The Criterion Collection
Sneak Peeks
Apr 24, 2014 — Film scholar extraordinaire David Bordwell is among our most meticulous writers on the art of cinema, looking closely at the construction of a film to see what makes it work and how its technical approach reflects its historical moment. We...
Sneak Peeks
Apr 23, 2014 — Dino Risi’s Il sorpasso, coming out next week in a Criterion edition, was an inspiration for Alexander Payne’s Oscar-winning Sideways. Being such a fan of the film, which is beloved in Italy but underappreciated here in the U.S., Payne agreed...
Apr 22, 2014 — Carl Theodor Dreyer’s spare and modern visual style perfectly complements this comic and soulful domestic comeuppance story.
Apr 21, 2014 — A real-life prison uprising inspired this two-fisted tale directed by Don Siegel, who would go on to make many more films about men in extreme situations.
Apr 18, 2014 — Did You See This?• The best animated films of all time • Olivier Assayas, David Cronenberg, Mike Leigh, and others going to Cannes • Our Frances Ha essayist dances off with a Pulitzer! • British Pathé opens its vaults. •...
Interviews
Apr 18, 2014 — The following interview, conducted by Stig Björkman, originally appeared in Björkman’s 1999 book Trier on von Trier.
Production Notes
Apr 15, 2014 — In the 1950s, many Japanese directors made films that urgently reflected the postwar realities of their country, from economic struggle to nuclear fallout. Another common theme was the influence of American culture on Japan, as seen in films by Nagisa...
Apr 14, 2014 — Lars von Trier brought his brand of provocation to his widest audience yet with this inquiry into faith and human goodness.
Sneak Peeks
Apr 9, 2014 — As Emily Watson told us in an interview for our release of Breaking the Waves, which comes out next week, she had “hardly been in front of a camera ever before” when she shot Lars von Trier’s devastasting and explicit...
Essays
Apr 8, 2014 — In telling the story of the young outcast Antoine Doinel, François Truffaut was moving both backward and forward in time—recalling his own experience while forging a filmic language that would grow more sophisticated throughout the 1960s.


TASK DIRECTIONS:
Find the word "chart" in the listing below. Copy every line that has it.

------------------------------------------------------------------------

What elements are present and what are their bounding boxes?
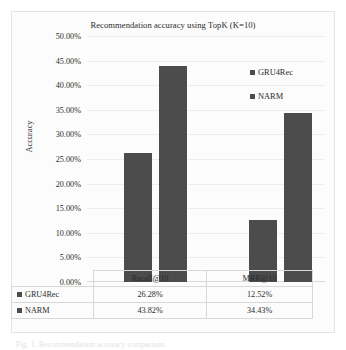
table-rowhead-gru4rec: GRU4Rec bbox=[12, 287, 94, 303]
y-tick-label: 30.00% bbox=[56, 130, 81, 139]
legend-swatch-icon bbox=[250, 70, 255, 75]
gridline bbox=[87, 36, 325, 37]
y-tick-label: 10.00% bbox=[56, 228, 81, 237]
y-tick-label: 35.00% bbox=[56, 105, 81, 114]
table-header-mrr10: MRR@10 bbox=[207, 271, 313, 287]
series-swatch-icon bbox=[17, 308, 22, 313]
chart-data-table: Recall@10 MRR@10 GRU4Rec 26.28% 12.52% N… bbox=[11, 270, 313, 319]
table-rowhead-label: NARM bbox=[25, 306, 50, 315]
legend-item-narm: NARM bbox=[250, 92, 293, 101]
legend-label: NARM bbox=[258, 92, 283, 101]
table-cell-gru4rec-mrr10: 12.52% bbox=[207, 287, 313, 303]
y-tick-label: 50.00% bbox=[56, 32, 81, 41]
table-cell-gru4rec-recall10: 26.28% bbox=[94, 287, 207, 303]
table-rowhead-label: GRU4Rec bbox=[25, 290, 59, 299]
y-tick-label: 15.00% bbox=[56, 204, 81, 213]
table-corner-cell bbox=[12, 271, 94, 287]
table-rowhead-narm: NARM bbox=[12, 303, 94, 319]
table-row: GRU4Rec 26.28% 12.52% bbox=[12, 287, 313, 303]
chart-legend: GRU4Rec NARM bbox=[250, 68, 293, 116]
bar-narm-recall10 bbox=[159, 66, 187, 282]
y-tick-label: 5.00% bbox=[60, 253, 81, 262]
y-axis-tick-labels: 50.00% 45.00% 40.00% 35.00% 30.00% 25.00… bbox=[12, 36, 85, 282]
y-tick-label: 20.00% bbox=[56, 179, 81, 188]
table-cell-narm-recall10: 43.82% bbox=[94, 303, 207, 319]
figure-container: Recommendation accuracy using TopK (K=10… bbox=[0, 0, 346, 350]
chart-title: Recommendation accuracy using TopK (K=10… bbox=[12, 20, 334, 30]
y-tick-label: 25.00% bbox=[56, 155, 81, 164]
legend-item-gru4rec: GRU4Rec bbox=[250, 68, 293, 77]
table-row: Recall@10 MRR@10 bbox=[12, 271, 313, 287]
figure-caption: Fig. 1. Recommendation accuracy comparis… bbox=[16, 340, 165, 350]
bar-narm-mrr10 bbox=[284, 113, 312, 282]
legend-label: GRU4Rec bbox=[258, 68, 293, 77]
table-cell-narm-mrr10: 34.43% bbox=[207, 303, 313, 319]
bar-gru4rec-recall10 bbox=[124, 153, 152, 282]
y-tick-label: 40.00% bbox=[56, 81, 81, 90]
gridline bbox=[87, 61, 325, 62]
legend-swatch-icon bbox=[250, 94, 255, 99]
table-row: NARM 43.82% 34.43% bbox=[12, 303, 313, 319]
table-header-recall10: Recall@10 bbox=[94, 271, 207, 287]
series-swatch-icon bbox=[17, 292, 22, 297]
y-tick-label: 45.00% bbox=[56, 56, 81, 65]
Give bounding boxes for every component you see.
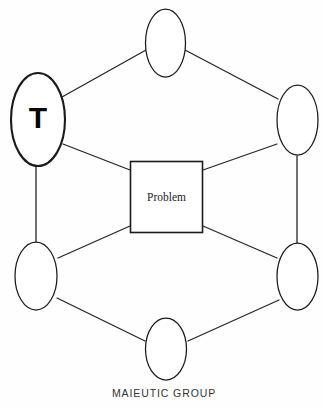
node-lower-left[interactable] (15, 242, 57, 310)
node-bottom-ellipse[interactable] (146, 318, 187, 380)
node-upper-right-ellipse[interactable] (277, 85, 318, 155)
node-top[interactable] (146, 9, 186, 77)
edge-top-to-upper-right (185, 50, 278, 99)
diagram-canvas: Problem T (0, 0, 325, 409)
edge-lower-right-to-center (203, 226, 277, 258)
edge-upper-right-to-center (203, 144, 277, 170)
node-bottom[interactable] (146, 318, 187, 380)
edge-lower-left-to-center (58, 226, 130, 258)
center-node[interactable]: Problem (131, 162, 203, 233)
node-lower-right[interactable] (277, 243, 318, 310)
node-upper-right[interactable] (277, 85, 318, 155)
edge-bottom-to-lower-left (57, 298, 145, 341)
diagram-caption: MAIEUTIC GROUP (112, 387, 216, 399)
node-lower-right-ellipse[interactable] (277, 243, 318, 310)
center-square-label: Problem (147, 191, 186, 203)
edge-upper-left-to-top (62, 50, 146, 97)
node-upper-left-label: T (29, 101, 47, 134)
node-upper-left[interactable]: T (11, 73, 65, 166)
edge-lower-right-to-bottom (188, 300, 279, 341)
node-top-ellipse[interactable] (146, 9, 186, 77)
edge-upper-left-to-center (63, 144, 130, 170)
maieutic-group-diagram: Problem T (0, 0, 325, 409)
node-lower-left-ellipse[interactable] (15, 242, 57, 310)
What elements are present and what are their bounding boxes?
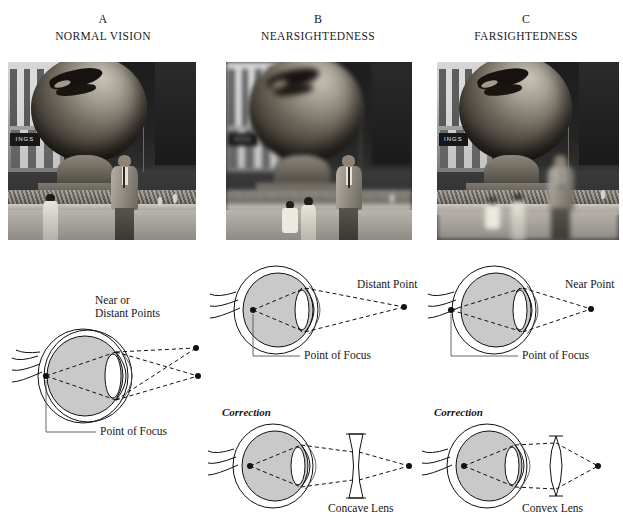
correction-diagram-farsightedness <box>0 0 623 520</box>
lens-label-convex: Convex Lens <box>522 502 583 516</box>
near-point-dot-corrected-c <box>595 463 601 469</box>
figure-root: A NORMAL VISION B NEARSIGHTEDNESS C FARS… <box>0 0 623 520</box>
focus-dot-corrected-c <box>461 463 467 469</box>
eye-corrected-farsighted <box>422 424 530 508</box>
convex-lens <box>549 436 563 496</box>
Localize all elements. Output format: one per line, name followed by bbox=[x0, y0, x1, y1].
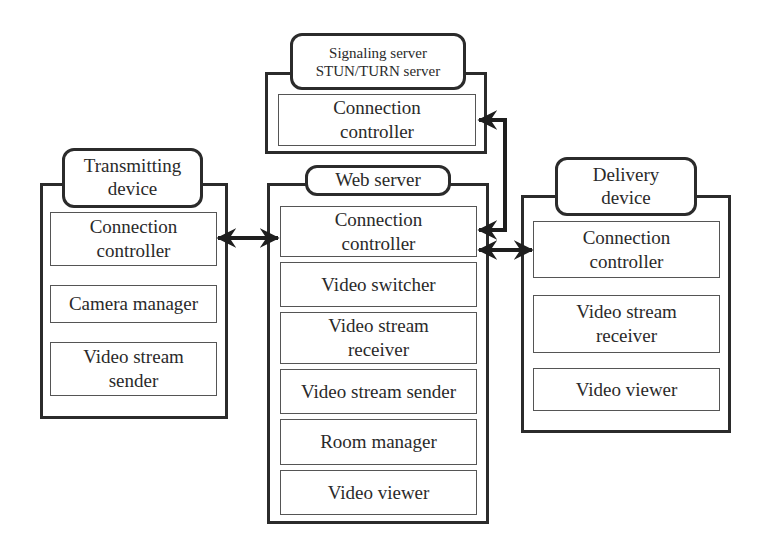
signaling-server-title-line1: Signaling server bbox=[329, 44, 427, 62]
web-video-switcher: Video switcher bbox=[280, 262, 477, 307]
transmitting-device-title: Transmitting device bbox=[62, 148, 203, 208]
web-video-stream-sender: Video stream sender bbox=[280, 369, 477, 414]
web-connection-controller: Connection controller bbox=[280, 206, 477, 257]
signaling-server-title-line2: STUN/TURN server bbox=[316, 62, 441, 80]
web-room-manager: Room manager bbox=[280, 419, 477, 465]
delivery-video-viewer: Video viewer bbox=[533, 368, 720, 411]
delivery-device-title-line1: Delivery bbox=[593, 164, 659, 187]
delivery-video-stream-receiver: Video stream receiver bbox=[533, 295, 720, 353]
signaling-server-title: Signaling server STUN/TURN server bbox=[290, 33, 466, 90]
transmitting-camera-manager: Camera manager bbox=[50, 285, 217, 323]
signaling-connection-controller: Connection controller bbox=[278, 94, 476, 146]
delivery-connection-controller: Connection controller bbox=[533, 221, 720, 278]
web-server-title: Web server bbox=[305, 165, 451, 196]
delivery-device-title: Delivery device bbox=[555, 157, 697, 216]
web-video-viewer: Video viewer bbox=[280, 470, 477, 515]
web-video-stream-receiver: Video stream receiver bbox=[280, 312, 477, 364]
transmitting-video-stream-sender: Video stream sender bbox=[50, 342, 217, 396]
transmitting-device-title-line1: Transmitting bbox=[84, 155, 182, 178]
delivery-device-title-line2: device bbox=[601, 187, 651, 210]
transmitting-connection-controller: Connection controller bbox=[50, 212, 217, 266]
transmitting-device-title-line2: device bbox=[108, 178, 158, 201]
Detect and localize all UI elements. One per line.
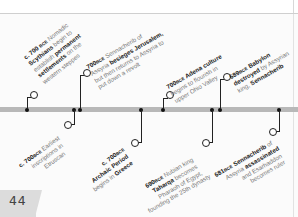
connector-line [279, 110, 280, 131]
event-label-etruscan: c. 700BCE Earliest inscriptions in Etrus… [17, 134, 70, 182]
event-node [269, 128, 277, 136]
connector-line [220, 79, 221, 109]
event-node [131, 139, 139, 147]
connector-line [74, 110, 75, 124]
event-label-babylon: 689BCE Babylon destroyed by Assyrian kin… [228, 43, 294, 95]
connector-line [212, 110, 213, 142]
connector-line [27, 97, 28, 109]
page-border [293, 0, 294, 13]
event-label-archaic-greece: c. 700BCE Archaic Period begins in Greec… [82, 145, 135, 192]
event-node [30, 91, 38, 99]
connector-line [80, 75, 81, 109]
page-number-tab-edge [35, 190, 42, 217]
event-node [64, 121, 72, 129]
page-gutter [293, 14, 294, 217]
connector-line [141, 110, 142, 142]
event-label-jerusalem: 700BCE Sennacherib of Assyria besieges J… [85, 23, 172, 91]
event-label-taharqa: 690BCE Nubian king Taharqa becomes Phara… [135, 153, 212, 215]
event-label-sennacherib-assassinated: 681BCE Sennacherib of Assyria assassinat… [213, 138, 288, 199]
page-number: 44 [9, 193, 27, 208]
previous-page-edge [0, 0, 298, 14]
event-node [202, 139, 210, 147]
timeline-bar [0, 107, 298, 112]
connector-line [163, 98, 164, 109]
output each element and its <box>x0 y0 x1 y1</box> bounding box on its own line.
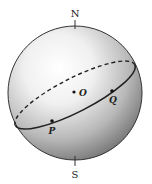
point-p <box>50 119 54 123</box>
south-label: S <box>72 169 79 180</box>
north-label: N <box>71 8 80 19</box>
center-point <box>72 90 75 93</box>
p-label: P <box>48 126 56 136</box>
sphere-diagram: N S O Q P <box>0 0 152 184</box>
q-label: Q <box>109 95 117 105</box>
point-q <box>110 89 114 93</box>
center-label: O <box>79 88 87 98</box>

------------------------------------------------------------------------

EXERCISE OUTPUT:
chart-data-table: Recall@10 MRR@10 GRU4Rec 26.28% 12.52% N… bbox=[11, 270, 313, 319]
chart-legend: GRU4Rec NARM bbox=[250, 68, 293, 116]
chart-title: Recommendation accuracy using TopK (K=10… bbox=[12, 20, 334, 30]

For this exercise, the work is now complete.